Yes, one of the strange things about algae is that all the types are triggered by the same thing (light plus ammonia) but once you've triggered a particular type and it is the problem in your tank then it helps to understand about that specific type and to see if knowing about it provides any tricks for battling it.

For example, BBA (black brush algae) I believe can be a worse problem when CO2 fluctuates by a larger amount, so larger water changes using water fresh from the tap are going to help the algae. I think it also likes areas of higher flow. Diatoms (brown algae) on the other hand are kind of the opposite about flow and will tend to appear in corners and still pockets, probably near where it was triggered by trace ammonia collecting there and not being moved because of a dead spot in the current.

~~waterdrop~~
 
And how would you know if it was Algae and if so what type? My tank is green cloudy and someone mentioned it could be algae - someone else excess bacteria.....
 
I have been cycling my tank whilst planted.

I made sure no direct sun light hit it and only really let the light on for 8 hours a day when the ammonia was being processed in 12 hours. I would dose it at night and turn the light on, in the morning (timer switch).

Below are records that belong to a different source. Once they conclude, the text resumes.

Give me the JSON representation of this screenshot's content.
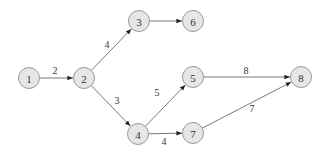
{
  "diagram": {
    "type": "directed-graph",
    "node_fill": "#e6e6e6",
    "node_stroke": "#9a9a9a",
    "edge_color": "#555555",
    "nodes": [
      {
        "id": "1",
        "label": "1",
        "x": 29,
        "y": 78
      },
      {
        "id": "2",
        "label": "2",
        "x": 84,
        "y": 78
      },
      {
        "id": "3",
        "label": "3",
        "x": 139,
        "y": 21
      },
      {
        "id": "6",
        "label": "6",
        "x": 193,
        "y": 21
      },
      {
        "id": "4",
        "label": "4",
        "x": 138,
        "y": 134
      },
      {
        "id": "5",
        "label": "5",
        "x": 193,
        "y": 77
      },
      {
        "id": "7",
        "label": "7",
        "x": 193,
        "y": 133
      },
      {
        "id": "8",
        "label": "8",
        "x": 301,
        "y": 77
      }
    ],
    "edges": [
      {
        "from": "1",
        "to": "2",
        "weight": "2",
        "lx": 55,
        "ly": 70
      },
      {
        "from": "2",
        "to": "3",
        "weight": "4",
        "lx": 107,
        "ly": 44
      },
      {
        "from": "3",
        "to": "6",
        "weight": "",
        "lx": 0,
        "ly": 0
      },
      {
        "from": "2",
        "to": "4",
        "weight": "3",
        "lx": 117,
        "ly": 100
      },
      {
        "from": "4",
        "to": "5",
        "weight": "5",
        "lx": 157,
        "ly": 92
      },
      {
        "from": "5",
        "to": "8",
        "weight": "8",
        "lx": 246,
        "ly": 70
      },
      {
        "from": "4",
        "to": "7",
        "weight": "4",
        "lx": 164,
        "ly": 141
      },
      {
        "from": "7",
        "to": "8",
        "weight": "7",
        "lx": 252,
        "ly": 108
      }
    ]
  }
}
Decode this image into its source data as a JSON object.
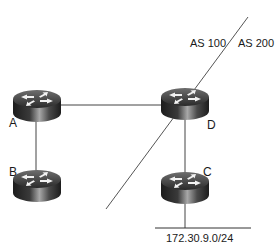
{
  "diagram": {
    "title": "",
    "routers": [
      {
        "id": "A",
        "label": "A"
      },
      {
        "id": "B",
        "label": "B"
      },
      {
        "id": "C",
        "label": "C"
      },
      {
        "id": "D",
        "label": "D"
      }
    ],
    "links": [
      {
        "from": "A",
        "to": "D"
      },
      {
        "from": "A",
        "to": "B"
      },
      {
        "from": "D",
        "to": "C"
      },
      {
        "from": "C",
        "to": "LAN"
      }
    ],
    "network": {
      "label": "172.30.9.0/24",
      "attached_to": "C"
    },
    "as_boundary": {
      "left_label": "AS 100",
      "right_label": "AS 200"
    },
    "colors": {
      "line": "#444444",
      "router_dark": "#1e1e1e",
      "router_light": "#9a9a9a",
      "arrow": "#f2f2f2"
    }
  }
}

I haven't yet had a problem and now I've added some moss balls (algae balls) so hopefully they will out compete any potential algae.

For me I think the success so far is to have the light on only when the ammonia is being processed during the night.

On top of that I've been dosing Flourish and Excel.

Edit: I also have dropped the lighting down to 7 hours now, there really is hardly any sunlight touches the tank so its 7 on and then the rest of the day completely dark.
 
Kellz, if you have water that is cloudy and has a green tint to it, you have what is called green water algae. It is single celled algae that grow floating free in the water and give it the tint you see.

I have tried in vain to grow it because it is a useful food for daphnia which I sometimes try to culture to feed to my fish. The only success I had was to innoculate a large tank of water outdoors, under direct sunlight, with a sample of green water. I then dosed that tank with a low concentration of ammonia as if I was doing a fishless cycle and in 2 weeks I could not see my hand 6 inches under the water's surface in broad daylight. The daphnia that I feed green water will thrive and reproduce readily but they remove all of the green water algae rather quickly from their tank. That means I need to maintain a separate source of green water to feed them. Once summer is over, my feeble attempts to grow green water indoors usually fail rather quickly and the daphnia end up dying out.